Monday, October 31, 2016

Quercetin Asthma Treatment

If you have allergies and/or asthma, and you want to treat your condition naturally, you need to study the qualities of quercetin, which is a naturally occurring substance in many foods. Quercetin acts on some allergy- and asthma-causing substances within your body, slowing or stopping your body's usual strong allergic response to your allergy and asthma triggers.

What Quercetin Is

    Quercetin falls into the flavonoid class of antioxidants. This flavonoid acts on your body's release of histamines and other inflammatory or allergy-causing chemicals in your body. When you encounter a substance that your body reacts very strongly to, causing you to sneeze, develop a stuffy nose, hives, get watery eyes or develop an asthma attack, these chemicals and/or histamines increase to an abnormally high level in your body. Your nose, eyes and lungs then react, not to the allergy-causing substance, but to the histamines and other allergy chemicals present in such a high level.

    Quercetin is related to one of the better-known flavonoids, rutin. It's found in blue-green algae and throughout the plant kingdom. Rutin and quercetin are plant pigments that help to protect plants from environmental stresses.

What Quercetin Does

    Quercetin, as a bioflavonoid, gravitates toward basophils and mast cells in your body. Once in these cells, it works to calm the membranes and keeps them from overloading your body with allergy-causing chemicals and histamines that your body reacts so strongly to. In sufficient quantities, quercetin can block your usual strong allergic response to the substance you have just encountered, be it animal dander, pollen or dust mites.

    If you have asthma (allergic), the substances you're allergic to initiate your body's immune response with histamines and other chemicals in your system. Your lungs react and it becomes harder for you to breathe; your chest becomes tight, your airways produce excess mucous and you begin to cough. Your body is releasing not only histamines but also leukotrienes. Quercetin works to inhibit the release of this substance in your body.

    If your diet is naturally high in foods such as sprouts, whole grains, fruits and vegetables, you're already eating a diet high in quercetin. This flavonoid is also available as a nutritional supplement, but because it is not water soluble, you should take it along with bromelain (found in pineapple), which also has anti-inflammatory properties.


# WHAT TO WORK ON
In the data below, find every line with the string "Attack" and pull it out.

# INFORMATION GIVEN
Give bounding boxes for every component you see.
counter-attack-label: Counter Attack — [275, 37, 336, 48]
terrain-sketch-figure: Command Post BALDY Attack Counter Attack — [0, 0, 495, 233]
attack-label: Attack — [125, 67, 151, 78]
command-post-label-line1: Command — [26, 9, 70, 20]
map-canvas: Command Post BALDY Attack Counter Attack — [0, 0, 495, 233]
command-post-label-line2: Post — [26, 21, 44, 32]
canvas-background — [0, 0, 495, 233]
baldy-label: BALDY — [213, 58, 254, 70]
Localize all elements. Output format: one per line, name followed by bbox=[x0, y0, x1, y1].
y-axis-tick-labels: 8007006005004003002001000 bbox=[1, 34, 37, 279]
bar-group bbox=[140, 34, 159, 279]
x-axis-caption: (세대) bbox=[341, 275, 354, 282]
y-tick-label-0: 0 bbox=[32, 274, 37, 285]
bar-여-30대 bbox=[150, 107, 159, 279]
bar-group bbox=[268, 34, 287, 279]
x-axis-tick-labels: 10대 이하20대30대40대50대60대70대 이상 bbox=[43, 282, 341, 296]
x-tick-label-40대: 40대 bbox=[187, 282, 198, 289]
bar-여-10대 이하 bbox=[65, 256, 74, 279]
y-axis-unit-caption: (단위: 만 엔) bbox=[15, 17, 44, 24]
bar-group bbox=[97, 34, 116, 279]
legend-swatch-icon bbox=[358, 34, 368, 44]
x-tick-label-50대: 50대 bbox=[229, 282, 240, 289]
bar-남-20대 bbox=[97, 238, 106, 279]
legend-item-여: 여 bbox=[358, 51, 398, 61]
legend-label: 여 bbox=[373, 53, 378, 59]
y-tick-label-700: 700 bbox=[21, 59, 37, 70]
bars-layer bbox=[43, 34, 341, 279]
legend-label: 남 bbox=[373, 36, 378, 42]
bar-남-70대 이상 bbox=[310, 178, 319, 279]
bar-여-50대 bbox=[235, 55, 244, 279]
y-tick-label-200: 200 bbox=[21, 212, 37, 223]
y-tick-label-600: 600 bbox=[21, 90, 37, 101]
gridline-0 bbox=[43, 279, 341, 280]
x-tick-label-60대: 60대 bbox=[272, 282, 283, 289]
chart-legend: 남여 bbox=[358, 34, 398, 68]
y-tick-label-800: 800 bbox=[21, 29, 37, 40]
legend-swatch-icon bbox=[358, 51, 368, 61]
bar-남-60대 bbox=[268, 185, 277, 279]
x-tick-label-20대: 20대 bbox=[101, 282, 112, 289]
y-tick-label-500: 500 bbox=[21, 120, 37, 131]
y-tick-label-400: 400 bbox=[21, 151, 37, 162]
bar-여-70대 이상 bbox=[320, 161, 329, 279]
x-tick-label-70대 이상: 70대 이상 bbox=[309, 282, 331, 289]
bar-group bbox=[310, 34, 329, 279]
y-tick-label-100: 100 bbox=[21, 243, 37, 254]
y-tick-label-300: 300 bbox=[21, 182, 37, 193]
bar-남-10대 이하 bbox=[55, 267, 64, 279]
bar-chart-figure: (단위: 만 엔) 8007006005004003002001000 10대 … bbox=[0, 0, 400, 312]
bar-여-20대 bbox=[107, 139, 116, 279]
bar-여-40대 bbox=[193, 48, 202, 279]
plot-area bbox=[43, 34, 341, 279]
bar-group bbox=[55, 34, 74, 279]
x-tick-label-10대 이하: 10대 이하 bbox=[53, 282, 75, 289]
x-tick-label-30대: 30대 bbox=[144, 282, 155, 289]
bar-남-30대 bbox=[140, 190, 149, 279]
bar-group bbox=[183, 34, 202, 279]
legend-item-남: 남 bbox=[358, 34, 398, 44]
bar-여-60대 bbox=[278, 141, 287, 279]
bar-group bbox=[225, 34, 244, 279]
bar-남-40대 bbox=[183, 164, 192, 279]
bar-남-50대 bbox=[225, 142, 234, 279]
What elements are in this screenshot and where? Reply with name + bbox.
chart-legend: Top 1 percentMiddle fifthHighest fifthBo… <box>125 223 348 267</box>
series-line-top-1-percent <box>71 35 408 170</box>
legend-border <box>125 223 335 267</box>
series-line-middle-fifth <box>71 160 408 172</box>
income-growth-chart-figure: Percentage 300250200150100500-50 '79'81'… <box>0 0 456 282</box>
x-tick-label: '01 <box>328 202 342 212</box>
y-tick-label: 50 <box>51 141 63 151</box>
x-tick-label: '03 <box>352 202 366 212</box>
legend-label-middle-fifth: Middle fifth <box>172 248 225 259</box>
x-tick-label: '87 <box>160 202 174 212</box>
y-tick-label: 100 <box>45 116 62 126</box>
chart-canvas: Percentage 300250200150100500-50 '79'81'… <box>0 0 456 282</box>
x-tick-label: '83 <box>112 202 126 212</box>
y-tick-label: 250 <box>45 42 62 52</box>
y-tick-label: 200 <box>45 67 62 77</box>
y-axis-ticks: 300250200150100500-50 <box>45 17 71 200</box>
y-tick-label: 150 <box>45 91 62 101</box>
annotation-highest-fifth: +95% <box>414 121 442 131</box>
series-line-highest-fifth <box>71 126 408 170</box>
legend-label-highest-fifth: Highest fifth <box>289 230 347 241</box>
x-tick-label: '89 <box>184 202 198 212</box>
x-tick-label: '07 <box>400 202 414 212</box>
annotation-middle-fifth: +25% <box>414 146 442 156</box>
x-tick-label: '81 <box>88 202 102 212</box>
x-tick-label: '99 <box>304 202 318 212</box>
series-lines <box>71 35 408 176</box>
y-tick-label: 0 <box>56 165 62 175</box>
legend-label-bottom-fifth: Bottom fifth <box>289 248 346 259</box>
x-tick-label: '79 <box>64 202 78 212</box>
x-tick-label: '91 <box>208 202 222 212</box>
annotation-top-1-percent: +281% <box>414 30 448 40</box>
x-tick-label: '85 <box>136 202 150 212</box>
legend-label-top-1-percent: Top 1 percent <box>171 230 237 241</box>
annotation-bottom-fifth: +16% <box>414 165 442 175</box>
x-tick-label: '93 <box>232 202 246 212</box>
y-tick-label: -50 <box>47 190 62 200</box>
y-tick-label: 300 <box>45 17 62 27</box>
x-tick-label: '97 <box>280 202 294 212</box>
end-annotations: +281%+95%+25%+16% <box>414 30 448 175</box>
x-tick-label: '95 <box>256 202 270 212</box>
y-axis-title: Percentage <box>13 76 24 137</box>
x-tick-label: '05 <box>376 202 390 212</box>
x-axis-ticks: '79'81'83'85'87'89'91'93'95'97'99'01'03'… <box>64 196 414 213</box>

# EXERCISE RESULT
counter-attack-label: Counter Attack — [275, 37, 336, 48]
terrain-sketch-figure: Command Post BALDY Attack Counter Attack — [0, 0, 495, 233]
attack-label: Attack — [125, 67, 151, 78]
map-canvas: Command Post BALDY Attack Counter Attack — [0, 0, 495, 233]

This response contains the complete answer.